Addiction involves key impairments in reward sensitivity (RS). The current study explored impaired RS to
natural reward as a predisposing factor to addictive-like behavior. Alcohol preferring (P) rats are selectively bred
based on significantly greater ethanol consumption and preference and offer the ability to inspect differences in
subjects with a positive family history of addictive-like behavior. P rat’s RS was compared to RS in the well-used
Sprague-Dawley (SD) strain. To assess RS in a novel manner, instrumental incentive contrast, discrimination and
consumption of sucrose solution were examined. Animals performed in a free operant situation for different
sucrose concentration solutions using a block of ‘mixed’ trials with alternating outcome concentrations (e.g., 5
and 10 % sucrose) to change outcome value in a predictable manner. Animals also performed for reward in
blocks of single outcome trials (5 or 10 or 20 or 40 % sucrose daily exposure) surrounding the mixed block. RS (e.

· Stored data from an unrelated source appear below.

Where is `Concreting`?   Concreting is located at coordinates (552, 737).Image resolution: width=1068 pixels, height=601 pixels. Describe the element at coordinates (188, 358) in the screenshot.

g., reward discrimination and contrast effects between and within-sessions) was measured by changes in trials
completed, instrumental response latency and consumption. P rats expressed an altered profile of RS with a
greater tendency toward equivalent responding to different outcomes within the same session and an absence of
incentive contrast from diverse reward comparisons. In contrast, SD animals expressed within-session reward
discrimination and a subset of incentive contrast effects. These effects were moderated by food deprivation more
consistently in SD compared to P rats. P rat alterations in processing natural rewards could predispose them to
addictive-like behaviors including greater alcohol consumption and preference.